"You seem to have worked a miracle," said Gerrard feebly, "but I'm a bit done up—couldn't see how you did it."
"A rest and something cool to drink is what you want," said Charteris, half helping, half pulling him off his horse. "Lie down here and take this. I give you fair warning, Master Gerrard, you ain't going to die on my hands and leave me to settle with this hornet's nest you have stirred up here—not if I know it."
Gerrard obeyed meekly, and lay still until the trees and Charteris and the horses and the troopers had ceased whirling and wavering before his eyes. Then he sat up. "Bob, what was it you told Sher Singh? How can it have happened?"
"Bounce, all bounce!" said Charteris sadly. "At least, my Darwanis are certainly behind me, but a jolly good way behind; and as to Antony, if he is on the move, it's solely in response to my urgent entreaties, which he is highly unlikely to regard with favour."
"Anyhow, you seem to have got me out of a very nasty fix."
"Such was my intention. But you wish it hadn't fallen to me to get you out? Never mind, old boy; I wish it hadn't been you to be got out."
"Oh, nonsense! You know I'm uncommon obliged to you, my dear fellow. But did you fly here? It can't possibly be my message this morning that brought you."
"Lie down like a decent Christian and don't talk, and I'll tell you all about it. You don't seem to realise that you have had a precious narrow escape of sunstroke. Well, you don't need me to tell you that I have been keeping a vigilant eye on your proceedings for some time, with a shrewd suspicion that the air of the very high circles in which you were moving would not be good for your health. I felt so more than ever when my spies brought me word that Sher Singh was sneaking through my territory, evidently bound for Agpur. I sent him my salaams and a polite invitation to pay me a visit, but he had made himself scarce just in time. Then I thought it well to take the liberty of opening a letter of Antony's to you, as we agreed I should do in case of emergency, and when I found him cautioning you against any interference in the question of the Agpur succession, and talking of the extraordinary moderation of the claim advanced by the elder son, I decided it was time to move. So I set out to meet you on your way to the frontier, ostensibly to make arrangements for receiving the Rajah properly. This morning the people in the village where we halted for the night were full of the Rajah's death. As usual, nothing would make them say how they knew of it, but they were firm on the fact, so I saw the plot was thickening. Then, as we rode, we came across your messenger, and it was clear that the fat was in the fire already. I sent him on at once, with letters to my fellows in Darwan, and to try and open Antony's eyes, and made straight for this tope to intercept you."
"And to save all our lives," said Gerrard. "My dear Bob, how can I thank you?"
"Don't want to be thanked," growled Charteris. "If you don't know from your own feelings how I hated doing it, you ought to, that's all. Never mind, you'll do something of the same sort for me one day, and then I shall have the crow over you. And now just give me some idea of the state of affairs. Keep your silly head quiet, can't you? I didn't tell you to get up. Well, put your back against the tree, if you must sit up. Who killer Cock Robin—that is to say, Partab Singh?"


__Activity__
Anywhere the string "Strength" shows up in the listing below, copy the line it is in.

───── Supplied records ─────

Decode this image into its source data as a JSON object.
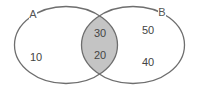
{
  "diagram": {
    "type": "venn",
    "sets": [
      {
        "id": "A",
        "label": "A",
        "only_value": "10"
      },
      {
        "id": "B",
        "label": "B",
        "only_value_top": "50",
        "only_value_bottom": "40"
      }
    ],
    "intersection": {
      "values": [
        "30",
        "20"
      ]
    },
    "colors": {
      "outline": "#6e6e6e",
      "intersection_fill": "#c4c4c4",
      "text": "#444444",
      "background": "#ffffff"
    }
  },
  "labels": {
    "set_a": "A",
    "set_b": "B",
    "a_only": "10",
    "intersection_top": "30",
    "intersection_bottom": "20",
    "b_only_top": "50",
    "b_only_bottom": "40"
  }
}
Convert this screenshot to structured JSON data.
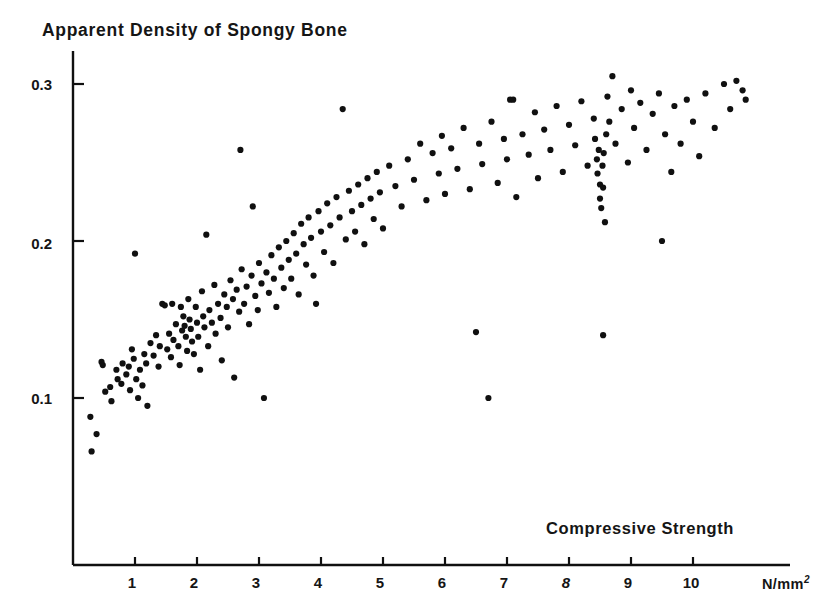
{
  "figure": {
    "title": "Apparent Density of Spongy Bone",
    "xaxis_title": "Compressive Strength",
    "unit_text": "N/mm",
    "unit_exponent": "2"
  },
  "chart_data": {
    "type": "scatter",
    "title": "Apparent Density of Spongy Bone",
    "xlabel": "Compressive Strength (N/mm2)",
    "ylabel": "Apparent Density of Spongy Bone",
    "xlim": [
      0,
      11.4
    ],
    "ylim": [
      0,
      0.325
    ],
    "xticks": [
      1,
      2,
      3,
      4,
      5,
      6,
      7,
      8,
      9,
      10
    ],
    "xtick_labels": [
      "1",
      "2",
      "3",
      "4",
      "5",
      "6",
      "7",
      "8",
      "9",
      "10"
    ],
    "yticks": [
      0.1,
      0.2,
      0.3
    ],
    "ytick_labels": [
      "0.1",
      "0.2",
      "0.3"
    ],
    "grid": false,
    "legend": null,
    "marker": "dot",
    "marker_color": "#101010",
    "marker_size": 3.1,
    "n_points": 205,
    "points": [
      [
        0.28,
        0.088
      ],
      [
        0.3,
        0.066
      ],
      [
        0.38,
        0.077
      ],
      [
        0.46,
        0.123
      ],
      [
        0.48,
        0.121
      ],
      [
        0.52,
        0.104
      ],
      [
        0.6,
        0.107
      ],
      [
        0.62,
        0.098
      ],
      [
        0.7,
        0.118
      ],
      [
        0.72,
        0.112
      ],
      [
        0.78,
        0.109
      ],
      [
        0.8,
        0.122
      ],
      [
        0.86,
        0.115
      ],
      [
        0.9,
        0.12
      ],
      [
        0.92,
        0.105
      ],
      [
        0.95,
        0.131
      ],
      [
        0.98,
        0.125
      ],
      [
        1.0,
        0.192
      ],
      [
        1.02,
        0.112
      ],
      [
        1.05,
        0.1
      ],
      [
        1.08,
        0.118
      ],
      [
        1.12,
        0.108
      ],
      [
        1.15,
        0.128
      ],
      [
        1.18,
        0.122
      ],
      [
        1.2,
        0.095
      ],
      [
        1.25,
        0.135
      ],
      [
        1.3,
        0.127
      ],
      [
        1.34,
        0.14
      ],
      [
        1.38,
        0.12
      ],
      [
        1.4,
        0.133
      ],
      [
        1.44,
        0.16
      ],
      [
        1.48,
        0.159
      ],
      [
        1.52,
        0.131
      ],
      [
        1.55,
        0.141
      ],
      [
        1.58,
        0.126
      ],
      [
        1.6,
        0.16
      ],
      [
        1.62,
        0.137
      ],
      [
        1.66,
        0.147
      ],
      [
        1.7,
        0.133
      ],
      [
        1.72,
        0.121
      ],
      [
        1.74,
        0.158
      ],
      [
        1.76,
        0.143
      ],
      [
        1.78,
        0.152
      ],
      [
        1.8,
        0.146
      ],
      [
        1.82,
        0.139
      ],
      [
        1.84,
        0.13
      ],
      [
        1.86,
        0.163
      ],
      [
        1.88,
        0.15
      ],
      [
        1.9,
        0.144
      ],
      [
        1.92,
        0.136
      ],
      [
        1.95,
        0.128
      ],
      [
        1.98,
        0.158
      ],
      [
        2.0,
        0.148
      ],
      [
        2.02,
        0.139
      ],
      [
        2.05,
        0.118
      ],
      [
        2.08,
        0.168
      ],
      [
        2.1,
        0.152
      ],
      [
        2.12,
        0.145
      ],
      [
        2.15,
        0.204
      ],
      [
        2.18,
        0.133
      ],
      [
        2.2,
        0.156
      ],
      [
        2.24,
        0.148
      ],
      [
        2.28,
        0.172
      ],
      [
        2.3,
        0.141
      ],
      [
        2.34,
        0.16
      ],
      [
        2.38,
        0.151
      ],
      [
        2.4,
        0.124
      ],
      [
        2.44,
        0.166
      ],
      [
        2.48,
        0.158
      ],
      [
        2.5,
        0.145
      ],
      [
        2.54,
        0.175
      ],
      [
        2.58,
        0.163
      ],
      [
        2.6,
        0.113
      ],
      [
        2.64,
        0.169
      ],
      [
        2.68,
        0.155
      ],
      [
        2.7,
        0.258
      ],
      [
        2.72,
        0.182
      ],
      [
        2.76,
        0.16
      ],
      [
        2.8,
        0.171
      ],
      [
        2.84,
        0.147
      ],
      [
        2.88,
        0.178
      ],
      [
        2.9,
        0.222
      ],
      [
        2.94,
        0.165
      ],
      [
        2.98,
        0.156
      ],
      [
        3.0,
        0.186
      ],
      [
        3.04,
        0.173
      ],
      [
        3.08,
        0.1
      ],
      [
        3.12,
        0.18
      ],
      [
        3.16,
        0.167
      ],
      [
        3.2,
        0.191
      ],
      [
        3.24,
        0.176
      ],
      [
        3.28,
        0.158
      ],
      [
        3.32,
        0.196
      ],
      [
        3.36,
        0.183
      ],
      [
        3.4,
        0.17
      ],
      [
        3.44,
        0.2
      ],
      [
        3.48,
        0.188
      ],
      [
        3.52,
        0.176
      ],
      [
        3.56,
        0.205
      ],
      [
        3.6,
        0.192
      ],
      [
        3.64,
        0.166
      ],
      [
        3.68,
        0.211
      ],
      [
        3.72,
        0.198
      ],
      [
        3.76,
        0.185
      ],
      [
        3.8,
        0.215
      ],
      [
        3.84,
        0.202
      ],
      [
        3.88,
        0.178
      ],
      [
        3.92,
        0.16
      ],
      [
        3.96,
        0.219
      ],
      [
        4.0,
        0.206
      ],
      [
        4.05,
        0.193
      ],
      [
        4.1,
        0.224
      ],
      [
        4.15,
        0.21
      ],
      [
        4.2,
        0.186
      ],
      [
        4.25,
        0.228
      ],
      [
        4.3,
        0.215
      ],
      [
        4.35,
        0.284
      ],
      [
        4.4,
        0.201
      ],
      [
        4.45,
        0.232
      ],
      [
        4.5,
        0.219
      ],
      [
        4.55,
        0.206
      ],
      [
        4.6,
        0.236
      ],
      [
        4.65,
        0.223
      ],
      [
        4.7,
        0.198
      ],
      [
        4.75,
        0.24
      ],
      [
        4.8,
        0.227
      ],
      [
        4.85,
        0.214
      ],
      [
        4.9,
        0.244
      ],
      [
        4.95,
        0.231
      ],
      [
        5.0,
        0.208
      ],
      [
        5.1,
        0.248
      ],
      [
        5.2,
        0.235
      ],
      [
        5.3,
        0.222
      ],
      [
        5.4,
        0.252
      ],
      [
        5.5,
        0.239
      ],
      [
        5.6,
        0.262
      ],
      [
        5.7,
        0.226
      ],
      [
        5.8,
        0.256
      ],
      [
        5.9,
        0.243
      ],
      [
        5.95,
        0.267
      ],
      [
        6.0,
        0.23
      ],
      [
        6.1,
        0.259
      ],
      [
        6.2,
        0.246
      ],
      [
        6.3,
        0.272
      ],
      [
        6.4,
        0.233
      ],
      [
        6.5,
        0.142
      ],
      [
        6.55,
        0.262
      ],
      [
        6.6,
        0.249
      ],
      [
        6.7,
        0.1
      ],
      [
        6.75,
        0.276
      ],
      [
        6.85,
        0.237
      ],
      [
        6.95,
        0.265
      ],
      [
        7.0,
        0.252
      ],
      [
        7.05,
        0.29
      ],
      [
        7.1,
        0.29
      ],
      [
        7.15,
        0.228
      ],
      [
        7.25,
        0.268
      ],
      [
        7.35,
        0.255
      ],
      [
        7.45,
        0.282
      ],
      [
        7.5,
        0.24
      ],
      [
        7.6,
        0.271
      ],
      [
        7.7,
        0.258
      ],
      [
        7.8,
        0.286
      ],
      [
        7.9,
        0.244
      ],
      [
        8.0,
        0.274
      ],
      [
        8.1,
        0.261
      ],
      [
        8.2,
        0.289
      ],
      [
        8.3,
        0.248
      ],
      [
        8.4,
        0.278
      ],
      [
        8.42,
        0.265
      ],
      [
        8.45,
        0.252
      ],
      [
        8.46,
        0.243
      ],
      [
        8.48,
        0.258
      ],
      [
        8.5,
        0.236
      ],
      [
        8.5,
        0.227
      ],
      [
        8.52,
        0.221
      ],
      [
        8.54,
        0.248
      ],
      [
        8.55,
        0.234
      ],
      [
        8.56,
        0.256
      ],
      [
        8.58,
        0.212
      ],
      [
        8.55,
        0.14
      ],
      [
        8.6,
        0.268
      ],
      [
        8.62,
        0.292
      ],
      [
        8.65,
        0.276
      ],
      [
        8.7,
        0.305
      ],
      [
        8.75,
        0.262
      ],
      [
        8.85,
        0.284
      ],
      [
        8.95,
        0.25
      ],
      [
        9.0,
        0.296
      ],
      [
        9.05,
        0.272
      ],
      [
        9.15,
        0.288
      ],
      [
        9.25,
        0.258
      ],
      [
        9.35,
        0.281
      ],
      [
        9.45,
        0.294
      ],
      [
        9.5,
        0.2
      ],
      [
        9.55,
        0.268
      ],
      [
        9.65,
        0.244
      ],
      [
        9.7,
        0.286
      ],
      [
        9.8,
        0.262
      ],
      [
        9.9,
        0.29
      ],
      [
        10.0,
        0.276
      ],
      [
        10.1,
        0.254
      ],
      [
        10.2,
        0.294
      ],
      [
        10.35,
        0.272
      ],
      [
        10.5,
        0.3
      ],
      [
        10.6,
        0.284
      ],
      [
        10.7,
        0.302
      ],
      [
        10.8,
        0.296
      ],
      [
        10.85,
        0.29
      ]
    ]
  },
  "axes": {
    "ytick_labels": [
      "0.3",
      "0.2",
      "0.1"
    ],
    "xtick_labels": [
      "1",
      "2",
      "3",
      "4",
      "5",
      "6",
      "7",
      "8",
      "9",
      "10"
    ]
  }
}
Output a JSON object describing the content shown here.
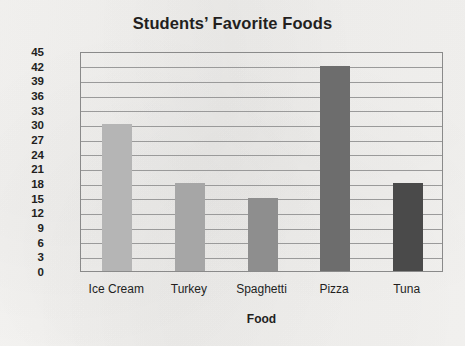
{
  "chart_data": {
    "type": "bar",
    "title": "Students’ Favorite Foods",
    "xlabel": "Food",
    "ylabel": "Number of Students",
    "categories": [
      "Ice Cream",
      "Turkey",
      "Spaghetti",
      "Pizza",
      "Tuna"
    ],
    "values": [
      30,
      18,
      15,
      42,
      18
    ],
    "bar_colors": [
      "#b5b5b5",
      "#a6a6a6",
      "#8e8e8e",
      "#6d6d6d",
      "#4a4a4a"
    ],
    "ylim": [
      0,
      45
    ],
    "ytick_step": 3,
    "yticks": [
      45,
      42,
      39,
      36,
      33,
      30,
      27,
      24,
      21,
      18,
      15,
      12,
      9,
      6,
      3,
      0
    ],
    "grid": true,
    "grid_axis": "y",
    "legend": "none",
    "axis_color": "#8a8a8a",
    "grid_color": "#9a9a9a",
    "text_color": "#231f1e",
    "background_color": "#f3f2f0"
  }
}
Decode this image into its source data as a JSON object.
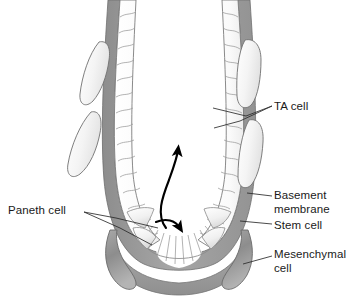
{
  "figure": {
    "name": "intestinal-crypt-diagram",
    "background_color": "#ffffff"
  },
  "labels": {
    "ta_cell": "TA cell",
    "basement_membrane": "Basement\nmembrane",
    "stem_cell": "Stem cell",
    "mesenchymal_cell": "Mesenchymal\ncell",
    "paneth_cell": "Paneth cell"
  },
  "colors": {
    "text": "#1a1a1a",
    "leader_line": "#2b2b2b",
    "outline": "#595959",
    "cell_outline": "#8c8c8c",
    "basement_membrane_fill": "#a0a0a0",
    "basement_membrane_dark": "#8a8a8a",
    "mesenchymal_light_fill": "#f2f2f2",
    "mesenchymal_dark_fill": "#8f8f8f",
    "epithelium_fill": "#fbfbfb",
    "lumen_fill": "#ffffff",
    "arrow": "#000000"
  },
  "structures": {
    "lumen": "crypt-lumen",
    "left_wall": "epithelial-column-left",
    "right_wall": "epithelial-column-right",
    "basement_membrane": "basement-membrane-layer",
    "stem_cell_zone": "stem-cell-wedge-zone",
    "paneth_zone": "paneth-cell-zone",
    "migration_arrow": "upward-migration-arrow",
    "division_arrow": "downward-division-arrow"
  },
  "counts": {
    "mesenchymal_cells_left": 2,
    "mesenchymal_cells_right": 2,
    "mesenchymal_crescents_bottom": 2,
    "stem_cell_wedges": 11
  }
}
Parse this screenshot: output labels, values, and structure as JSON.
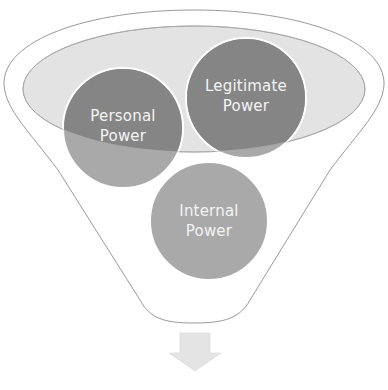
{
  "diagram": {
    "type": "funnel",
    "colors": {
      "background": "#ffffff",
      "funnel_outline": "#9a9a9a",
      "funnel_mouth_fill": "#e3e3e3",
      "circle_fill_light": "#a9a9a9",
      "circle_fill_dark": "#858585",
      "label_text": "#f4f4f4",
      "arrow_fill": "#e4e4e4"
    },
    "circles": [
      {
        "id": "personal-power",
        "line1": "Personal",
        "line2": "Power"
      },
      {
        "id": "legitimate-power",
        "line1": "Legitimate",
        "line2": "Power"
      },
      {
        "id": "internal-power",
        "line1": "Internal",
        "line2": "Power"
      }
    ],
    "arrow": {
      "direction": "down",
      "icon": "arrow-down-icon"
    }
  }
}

─────

__Completed task__
    "xaxis_title": "Compressive Strength",
    "xlabel": "Compressive Strength (N/mm2)",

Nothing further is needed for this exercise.